Betty Hastin, Lopez Island

“Mom would tell me to write down what I wanted from Santa, throw the list in the stove and run outside to see the smoke going right up to the North Pole. We believed it!”

“Mom would tell me to write down what I wanted from Santa, throw the list in the stove and run outside to see the smoke going right up to the North Pole. We believed it!”

A tilt of her head, a radiant smile and Lopezian Betty Hastin, continued. “At Easter we put our hats under the bed and, sure enough, the rabbit came and left a bunch of chicken eggs, colored ones. I didn’t have a birthday cake until I was 12. My birthday is December 26 and we had so much fruitcake there was no need to make another cake,” Hastin said.

“My Grandparents Norman were from Norway. Grandfather and his brothers were all carpenters with different last names. They each picked one of their given names and dropped Jorgensen.”

Hastin was born in Mrs. Mead’s birthing home near the village in 1921 to Art and Violet Vogt Norman. “My parents met at a cannery at Richardson. Dad was a fishing boat skipper and mom ran a filling machine. We lived with my grandparents at Mud Bay my first four years. Mom got a job on sailing ships that unloaded fish in Anacortes, then worked at a fish camp in MacKaye Harbor. We lived in the cook house. Mom wanted a little farm so we moved between Aleck Bay and MacKaye Harbor. The house is still there.”

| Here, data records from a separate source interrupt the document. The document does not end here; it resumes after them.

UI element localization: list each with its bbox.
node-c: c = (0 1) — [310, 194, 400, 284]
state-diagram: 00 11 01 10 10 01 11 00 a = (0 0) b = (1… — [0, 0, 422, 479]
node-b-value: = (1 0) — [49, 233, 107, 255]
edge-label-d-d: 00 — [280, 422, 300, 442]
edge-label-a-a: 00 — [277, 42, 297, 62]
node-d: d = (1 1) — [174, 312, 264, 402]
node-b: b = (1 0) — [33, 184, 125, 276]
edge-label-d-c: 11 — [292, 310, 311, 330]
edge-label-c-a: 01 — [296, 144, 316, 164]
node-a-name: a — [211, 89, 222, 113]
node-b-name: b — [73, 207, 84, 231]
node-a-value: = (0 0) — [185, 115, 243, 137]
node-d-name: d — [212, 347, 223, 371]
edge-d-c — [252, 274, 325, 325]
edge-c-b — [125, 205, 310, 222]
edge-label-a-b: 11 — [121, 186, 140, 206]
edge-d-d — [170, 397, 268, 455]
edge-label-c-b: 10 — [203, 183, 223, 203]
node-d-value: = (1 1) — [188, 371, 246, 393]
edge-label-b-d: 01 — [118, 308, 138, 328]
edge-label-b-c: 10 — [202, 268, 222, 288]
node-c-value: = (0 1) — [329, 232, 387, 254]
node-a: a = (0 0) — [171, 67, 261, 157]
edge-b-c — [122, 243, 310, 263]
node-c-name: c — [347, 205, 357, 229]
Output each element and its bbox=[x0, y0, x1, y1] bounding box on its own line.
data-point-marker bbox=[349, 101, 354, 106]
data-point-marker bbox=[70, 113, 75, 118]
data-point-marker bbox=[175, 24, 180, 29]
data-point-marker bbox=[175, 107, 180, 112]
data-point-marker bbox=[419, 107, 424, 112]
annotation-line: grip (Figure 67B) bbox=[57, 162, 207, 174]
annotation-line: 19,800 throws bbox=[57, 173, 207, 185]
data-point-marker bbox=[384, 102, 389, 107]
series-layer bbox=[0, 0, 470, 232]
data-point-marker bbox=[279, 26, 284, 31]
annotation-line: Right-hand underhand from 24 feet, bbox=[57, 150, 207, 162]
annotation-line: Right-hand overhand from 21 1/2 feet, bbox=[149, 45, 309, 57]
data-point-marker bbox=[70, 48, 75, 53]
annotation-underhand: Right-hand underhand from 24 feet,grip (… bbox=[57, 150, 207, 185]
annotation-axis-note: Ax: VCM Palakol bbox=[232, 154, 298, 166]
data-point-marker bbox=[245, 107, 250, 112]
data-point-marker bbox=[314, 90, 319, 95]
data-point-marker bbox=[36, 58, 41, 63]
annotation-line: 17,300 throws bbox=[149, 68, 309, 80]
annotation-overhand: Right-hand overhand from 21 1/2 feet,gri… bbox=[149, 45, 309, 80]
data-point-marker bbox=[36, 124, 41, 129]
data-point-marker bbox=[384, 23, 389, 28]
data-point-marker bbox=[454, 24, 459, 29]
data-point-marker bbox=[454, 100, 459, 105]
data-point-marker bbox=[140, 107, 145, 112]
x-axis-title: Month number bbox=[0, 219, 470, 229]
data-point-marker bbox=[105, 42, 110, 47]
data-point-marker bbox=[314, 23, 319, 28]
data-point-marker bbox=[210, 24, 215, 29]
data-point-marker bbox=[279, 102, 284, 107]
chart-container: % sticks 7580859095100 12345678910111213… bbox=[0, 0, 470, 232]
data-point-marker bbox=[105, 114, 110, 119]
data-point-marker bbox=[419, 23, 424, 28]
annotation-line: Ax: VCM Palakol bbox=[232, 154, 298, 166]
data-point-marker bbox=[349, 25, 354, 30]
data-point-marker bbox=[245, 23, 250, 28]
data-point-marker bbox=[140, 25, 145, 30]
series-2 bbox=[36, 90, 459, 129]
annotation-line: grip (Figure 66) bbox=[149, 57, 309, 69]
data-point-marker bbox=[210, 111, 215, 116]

“The fish camp had a bunk house, cook house, carpenter shop, barn, a cow and several sheep, some homes, and buildings where they made fish traps. They’d tie web and dry it on the grass. Fish went into a pot in the web, then into another one and finally into the spiller where the boat would pick up the web and deliver the fish into a scow. Everybody on the island who wanted to could work there. It was a great life. Lots was going on.”

Fish traps were banned by 1934. “Then they started gill netting. MacKaye Harbor would be full of those little boats,” Hastin said.

“I was the oldest in the family, then Art and Ed. Doug was born when I was 11 so I had to help with him. Dad was gone working. I had to learn to milk our four cows.”

“My school at Mud Bay had eight grades. I only knew two other students when I started. High school was in the village. I couldn’t drive and would have to live with someone. Mom said, ‘You’re going to get married so I want you to stay home with me,’ and that’s what I did.”

“When I was 14, there was a Christmas Party at Woodman Hall. Our mothers arranged for Phil, my husband later, and his brother to take me. The stage was like a ship’s deck and we sang Christmas carols. It was really great. Phil and I started going together,” Hastin said.

“My dad used to play the violin and we’d go from house to house in our neighborhood and they’d clean out a bedroom and dance. Phil’s family would go in their horse and buggy all over the island and to stores in Port Stanley, Richardson and the village.”

The Hastins were married in 1939 by William Goodrow. “At our shivaree, Phil gave out cigars and I gave the women hard candy.” It was expected.

Moving to Seattle in 1941, Hastin cared for daughters, Phyllis and Betty Ann, while Phil went north during summer fishing. Employed later in the shipyard, Phil’s position was “frozen” during the war. Eleven-month-old Betty Ann developed a high fever. It was the doctor’s day off and by evening she was having convulsions. The doctor said to go to the police station and ask for an escort to Harborview. “The baby passed away. I was pregnant again. It was horrible. Finally, Sharon was born.”

Back on the Lopez farm in 1946, “We didn’t have much but we were happy. We’d get clams and fish and sometimes a deer. They didn’t pay much attention then. I learned to drive horses, then the tractor and cattle truck. I was like the hired man until we could afford help.”

In 1951, Hastin thought Sharon had appendicitis—others believed the flu. Despite surgery in Anacortes, peritonitis claimed her life. “I cannot to this day accept losing that kid, but life went on.”

“Phil started hauling cattle for people. We built a nice barn so we could ship milk and had pigs and sheep. Then, we had cattle we cut and wrapped for people. They liked our beef. We’d give them grain so they had a little better taste.”

“I was married 67½ years. The best part was our working together. I was alone about two years before I came to Hamlet House. It’s nice here. The people are the main part.”